Two years ago I wasn’t a gamer, I had zero interest in gaming, Surprising, perhaps, considering my IT career started in 1982 – the last time I seriously played anything was the original Doom, back in the early 90’s when the height of gaming excellence was pixelated corridors, MIDI soundtracks and shotgun diplomacy..!
Then, around 5 months post bump (see other posts here), plenty of time on my hands and not a lot I could do physically – along came The First Descendant. And, somewhat unexpectedly, I went all in.
From “What’s a Looter-Shooter?” to Mastery Rank 31
When I first installed it, I had no idea what I was getting into. Builds? Modules? Reactors? External components? Farming rotations? Min-maxing cooldown reduction? I barely knew what a Descendant or a MMOG was. Fast forward two years:
- Every Ultimate Descendant unlocked (including Dia)
- Every weapon collected
- Campaign complete
- Side quests and most seasonal content cleared
Optimised, maxed-out builds across the board (Mobbing, Bossing, Farming and weapons), Mastery Rank 31 achieved. At some point, it stopped being ‘a game I was trying’ and became life-style choice. The number of hours invested is slightly uncomfortable to admit publicly, if it had been billable consultancy time I’d have a collection of trikes and bikes in a dedicated, environmentally controlled workshop.
What It Gave Me
For someone who hadn’t touched a game since Doom, this was a proper rabbit hole. It wasn’t just the gunplay (which is superb), or the sci-fi aesthetic, or the dopamine hit perfecting new skill sets and gameplay. It was:
- The optimisation mindset
- The fascinating environments
- The incremental gains
- The theory-crafting
- The build experimentation
- The endless pursuit of ‘just one more improvement’
It scratched the same part of my brain that enjoys tuning infrastructure, refining SQL queries, or shaving milliseconds off a process. Except with explosions.
Why Stop Now?
Because I’ve effectively completed it. Although the goalposts do keep moving, I mean I’ve completed everything I wanted to complete and now it’s getting silly. Like when the first 3 seasons of a show are awesome, but then they really start scraping the barrel for story-lines (thinking Sons of Anarchy). I’m done. There is nothing meaningful left for me to chase.
I’m not progressing anymore, I’m orbiting, and I’ve never been very good at orbiting.
Enjoyed the game a lot – if I had any criticism it would only be the amount of grinding required to accumulate resources if you were not prepared to purchase them – something I have almost never done – where’s the satisfaction in that.?
The Reality
Games like this are built around progression loops. When the loop closes, you either:
- Wait for new content
- Artificially reset yourself
- Move on
I’m choosing option 3. Not out of boredom. Not out of frustration. But because the objective has been met. Mission accomplished.
What’s Next?
I’ve discovered I actually enjoy gaming, or at least enjoyed gaming
I foresee this could become mildly inconvenient for productivity, but as I’ll be leaving Supreme on May 15th 2026 (where I’m currently Head of IT) – not a problem. Had a great 9 years there – even enjoyed the work required to help get us to PLC status a few years ago. Not for one second did I ever think I would get to the point where I did not enjoy the job – long story. I might go back into consulting or something else, not sure yet. Might just tour Europe for a few months on the Trike – lot of places I haven’t experienced yet – who knows.?
In the meantime, I’m looking for the next gaming experience — ideally something:
- Sci-fi or fantasy
- Humorous
- Strong progression systems
- Large, active player base
- Deep enough to optimise (because of course)
Suggestions welcome.
Closing Thoughts
Two years ago, I hadn’t played a game since Doom back in the early 90s – which despite sounding fairly recent, is, to my great dismay, 30+ years ago. What the actual f…
Anyway – today, I’m retiring from The First Descendant at Mastery Rank 31 with every Descendant and weapon unlocked, optimised and maxed-out. That escalated quickly. No regrets, no half-finished builds, no loose ends. Just a surprisingly satisfying chapter closed.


Exercise directions — Take the entries that follow and write them out again, word for word.

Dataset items

BEGIN

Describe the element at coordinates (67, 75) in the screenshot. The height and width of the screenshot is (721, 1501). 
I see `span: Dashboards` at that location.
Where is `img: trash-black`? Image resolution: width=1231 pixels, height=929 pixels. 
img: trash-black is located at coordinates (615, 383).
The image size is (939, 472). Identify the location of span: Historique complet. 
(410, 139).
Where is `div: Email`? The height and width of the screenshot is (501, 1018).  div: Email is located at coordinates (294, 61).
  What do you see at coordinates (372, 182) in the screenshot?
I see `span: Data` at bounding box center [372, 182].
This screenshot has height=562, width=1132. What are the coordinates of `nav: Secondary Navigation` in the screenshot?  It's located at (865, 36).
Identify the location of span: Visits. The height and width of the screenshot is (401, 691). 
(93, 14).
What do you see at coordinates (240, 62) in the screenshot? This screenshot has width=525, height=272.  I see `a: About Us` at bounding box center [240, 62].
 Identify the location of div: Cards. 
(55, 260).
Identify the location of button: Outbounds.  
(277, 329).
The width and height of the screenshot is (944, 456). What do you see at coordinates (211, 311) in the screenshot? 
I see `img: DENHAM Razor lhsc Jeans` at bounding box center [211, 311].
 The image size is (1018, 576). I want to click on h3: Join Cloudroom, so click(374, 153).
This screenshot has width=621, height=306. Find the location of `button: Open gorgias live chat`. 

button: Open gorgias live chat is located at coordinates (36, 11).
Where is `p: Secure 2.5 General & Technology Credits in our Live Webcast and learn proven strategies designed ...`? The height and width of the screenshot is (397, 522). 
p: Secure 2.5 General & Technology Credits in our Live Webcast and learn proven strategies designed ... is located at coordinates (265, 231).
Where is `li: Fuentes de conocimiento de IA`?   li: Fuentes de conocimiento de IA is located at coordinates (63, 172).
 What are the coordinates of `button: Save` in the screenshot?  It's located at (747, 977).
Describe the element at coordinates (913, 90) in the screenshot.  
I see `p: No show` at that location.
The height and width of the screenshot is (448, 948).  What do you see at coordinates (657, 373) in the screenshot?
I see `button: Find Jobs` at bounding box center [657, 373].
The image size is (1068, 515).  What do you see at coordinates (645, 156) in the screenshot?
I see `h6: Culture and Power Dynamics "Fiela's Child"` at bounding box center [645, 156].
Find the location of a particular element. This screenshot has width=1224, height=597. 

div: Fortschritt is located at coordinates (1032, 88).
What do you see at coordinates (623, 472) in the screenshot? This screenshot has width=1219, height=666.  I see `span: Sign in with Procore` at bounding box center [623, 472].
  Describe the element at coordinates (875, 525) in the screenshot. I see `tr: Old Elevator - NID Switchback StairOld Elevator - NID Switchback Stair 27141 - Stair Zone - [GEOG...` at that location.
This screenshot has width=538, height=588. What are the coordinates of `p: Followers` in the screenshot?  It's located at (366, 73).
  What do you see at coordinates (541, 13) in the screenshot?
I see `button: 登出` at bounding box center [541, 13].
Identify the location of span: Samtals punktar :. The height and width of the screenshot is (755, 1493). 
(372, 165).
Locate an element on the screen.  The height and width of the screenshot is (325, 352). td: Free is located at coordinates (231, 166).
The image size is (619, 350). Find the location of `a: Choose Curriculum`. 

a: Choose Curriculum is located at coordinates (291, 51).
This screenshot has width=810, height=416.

END

Solution —
Describe the element at coordinates (67, 75) in the screenshot. The height and width of the screenshot is (721, 1501). 
I see `span: Dashboards` at that location.
Where is `img: trash-black`? Image resolution: width=1231 pixels, height=929 pixels. 
img: trash-black is located at coordinates (615, 383).
The image size is (939, 472). Identify the location of span: Historique complet. 
(410, 139).
Where is `div: Email`? The height and width of the screenshot is (501, 1018).  div: Email is located at coordinates (294, 61).
  What do you see at coordinates (372, 182) in the screenshot?
I see `span: Data` at bounding box center [372, 182].
This screenshot has height=562, width=1132. What are the coordinates of `nav: Secondary Navigation` in the screenshot?  It's located at (865, 36).
Identify the location of span: Visits. The height and width of the screenshot is (401, 691). 
(93, 14).
What do you see at coordinates (240, 62) in the screenshot? This screenshot has width=525, height=272.  I see `a: About Us` at bounding box center [240, 62].
 Identify the location of div: Cards. 
(55, 260).
Identify the location of button: Outbounds.  
(277, 329).
The width and height of the screenshot is (944, 456). What do you see at coordinates (211, 311) in the screenshot? 
I see `img: DENHAM Razor lhsc Jeans` at bounding box center [211, 311].
 The image size is (1018, 576). I want to click on h3: Join Cloudroom, so click(374, 153).
This screenshot has width=621, height=306. Find the location of `button: Open gorgias live chat`. 

button: Open gorgias live chat is located at coordinates (36, 11).
Where is `p: Secure 2.5 General & Technology Credits in our Live Webcast and learn proven strategies designed ...`? The height and width of the screenshot is (397, 522). 
p: Secure 2.5 General & Technology Credits in our Live Webcast and learn proven strategies designed ... is located at coordinates (265, 231).
Where is `li: Fuentes de conocimiento de IA`?   li: Fuentes de conocimiento de IA is located at coordinates (63, 172).
 What are the coordinates of `button: Save` in the screenshot?  It's located at (747, 977).
Describe the element at coordinates (913, 90) in the screenshot.  
I see `p: No show` at that location.
The height and width of the screenshot is (448, 948).  What do you see at coordinates (657, 373) in the screenshot?
I see `button: Find Jobs` at bounding box center [657, 373].
The image size is (1068, 515).  What do you see at coordinates (645, 156) in the screenshot?
I see `h6: Culture and Power Dynamics "Fiela's Child"` at bounding box center [645, 156].
Find the location of a particular element. This screenshot has width=1224, height=597. 

div: Fortschritt is located at coordinates (1032, 88).
What do you see at coordinates (623, 472) in the screenshot? This screenshot has width=1219, height=666.  I see `span: Sign in with Procore` at bounding box center [623, 472].
  Describe the element at coordinates (875, 525) in the screenshot. I see `tr: Old Elevator - NID Switchback StairOld Elevator - NID Switchback Stair 27141 - Stair Zone - [GEOG...` at that location.
This screenshot has width=538, height=588. What are the coordinates of `p: Followers` in the screenshot?  It's located at (366, 73).
  What do you see at coordinates (541, 13) in the screenshot?
I see `button: 登出` at bounding box center [541, 13].
Identify the location of span: Samtals punktar :. The height and width of the screenshot is (755, 1493). 
(372, 165).
Locate an element on the screen.  The height and width of the screenshot is (325, 352). td: Free is located at coordinates (231, 166).
The image size is (619, 350). Find the location of `a: Choose Curriculum`. 

a: Choose Curriculum is located at coordinates (291, 51).
This screenshot has width=810, height=416.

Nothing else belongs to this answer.